Closer examination however reveals that
these are elaborate structures: Each of the six lobes of the rosette in turn consists
of six cellulose synthases [enzymes expediting formation of cellulose],
that each polymerizes a single glucan chain using UDP-glucose as a
substrate.
--Those individual chains are then assembled into one
crystalline CMF [cellulose microfibril], which by implication consists
of 6 X 6 = 36 chains [of cellulose].
The microtubules inside the xylem cell and the rosette CSCs embedded
in the plasma membrane, together cooperate to produce strong walls that
are deposited in intricate patterns taking the form of rings, spirals,
nets, and pitted patterns. But how do the microtubules know how to guide
the machinery depositing cellulose outside the cell wall? As long ago
as 1975 one specialist suggested:
It is proposed that plasmalemma [plasma membrane] located
cellulose synthase enzyme complexes are free to move in the plane of
the membrane. Their directed movement may …. generate a sliding force
which moves the entire complex through the membrane utilizing the
microtubule as a rigid guiding track and thus laying down, in the wake
of the complex, cellulose fibrils whose orientation mirrors that of the
microtubules.
How amazing is that!
Here are large molecular machines able to move
through the plasma membrane!
And even more confounding to our
imaginations is the idea of microtubules arranging themselves into
various elaborate patterns in order to guide the depositing of cellulose
outside the cell.
It is just recently that scientists from the
Netherlands and Germany have described the elaborate dance of the
microtubules which leads to the fancy xylem wall patterns.
Q: How do they do it?
A: You have probably seen dance moves involving two
steps forward, one step back, or one step forward and two steps back.

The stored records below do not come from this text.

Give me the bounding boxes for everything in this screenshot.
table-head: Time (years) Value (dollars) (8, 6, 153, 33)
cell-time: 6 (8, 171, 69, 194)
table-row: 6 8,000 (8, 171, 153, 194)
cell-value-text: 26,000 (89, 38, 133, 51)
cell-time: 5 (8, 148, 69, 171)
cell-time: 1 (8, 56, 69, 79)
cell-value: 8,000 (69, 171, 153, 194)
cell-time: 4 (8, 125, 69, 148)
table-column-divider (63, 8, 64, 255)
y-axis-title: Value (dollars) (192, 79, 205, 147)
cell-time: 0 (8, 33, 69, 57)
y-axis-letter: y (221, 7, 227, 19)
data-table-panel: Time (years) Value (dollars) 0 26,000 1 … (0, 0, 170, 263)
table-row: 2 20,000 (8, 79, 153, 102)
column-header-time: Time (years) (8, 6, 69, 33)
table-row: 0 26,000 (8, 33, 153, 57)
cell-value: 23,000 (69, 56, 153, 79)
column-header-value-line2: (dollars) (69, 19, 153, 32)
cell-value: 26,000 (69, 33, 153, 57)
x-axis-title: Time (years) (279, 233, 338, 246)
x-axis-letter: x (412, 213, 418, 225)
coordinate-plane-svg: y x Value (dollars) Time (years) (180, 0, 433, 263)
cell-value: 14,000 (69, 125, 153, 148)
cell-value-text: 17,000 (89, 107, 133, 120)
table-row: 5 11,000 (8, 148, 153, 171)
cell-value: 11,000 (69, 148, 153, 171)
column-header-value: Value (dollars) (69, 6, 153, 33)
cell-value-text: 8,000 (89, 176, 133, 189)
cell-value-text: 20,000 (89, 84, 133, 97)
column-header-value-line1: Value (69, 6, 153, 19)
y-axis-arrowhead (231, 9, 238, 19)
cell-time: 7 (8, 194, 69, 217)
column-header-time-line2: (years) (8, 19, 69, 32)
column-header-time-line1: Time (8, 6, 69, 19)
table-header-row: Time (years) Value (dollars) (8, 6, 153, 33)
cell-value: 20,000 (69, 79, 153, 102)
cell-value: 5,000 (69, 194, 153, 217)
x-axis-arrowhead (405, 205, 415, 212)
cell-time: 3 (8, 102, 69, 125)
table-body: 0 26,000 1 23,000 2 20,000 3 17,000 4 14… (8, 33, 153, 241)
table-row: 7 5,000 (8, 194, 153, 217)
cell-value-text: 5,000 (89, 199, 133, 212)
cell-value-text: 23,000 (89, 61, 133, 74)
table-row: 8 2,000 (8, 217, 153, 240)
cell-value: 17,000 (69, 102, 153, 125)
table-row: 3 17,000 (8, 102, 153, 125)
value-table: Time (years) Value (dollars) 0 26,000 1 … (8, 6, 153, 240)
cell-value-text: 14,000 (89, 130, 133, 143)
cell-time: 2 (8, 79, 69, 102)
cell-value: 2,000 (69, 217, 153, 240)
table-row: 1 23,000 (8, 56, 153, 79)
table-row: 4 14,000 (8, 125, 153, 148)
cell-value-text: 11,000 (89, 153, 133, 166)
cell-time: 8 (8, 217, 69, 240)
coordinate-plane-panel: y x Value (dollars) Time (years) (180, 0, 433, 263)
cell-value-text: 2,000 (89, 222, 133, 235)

Well microtubules exhibit similar patterns of motion which are no less
an art form.
Young xylem cells start out with microtubules evenly arranged in
multiple directions parallel to the surface of the plasma membrane. The
CSC are already arranged in the membrane above the microtubules and a
thin primary cellulose wall is deposited with cellulose fibrils randomly
arranged like the orientation of the microtubules below.
But
microtubules are dynamic. While the initial scene finds the
microtubules evenly dispersed and facing in multiple directions, they
end up all oriented in the same direction with gaps between bands of
microtubules. The result is that the microtubules “directionally and
spatially template the cellulose synthesis machinery during cell wall
deposition.”
This process has to be directed and coordinated. Microtubules are constantly on the move.
However, this is an elaborate
progression involving “catastrophes” and “rescues”. Catastrophes
represent the occasion when forward growth of a tubule actually stops
and disintegration of the tip (depolymerization) takes place. Rescues
result in forward growth starting again.
In plants, there are signaling proteins which serve to recruit other
proteins to regulate microtubule advance or retreat. Of course, this
just puts the question of control one step farther back, what controls
the signaling proteins.
The nature of trees and their major impact on life on Earth depends upon
their ability to manufacture woody stems. The ability of plants to
funnel certain cells into the wood developing process, is as important
as are the amazing processes that lead to the appearance of wood itself."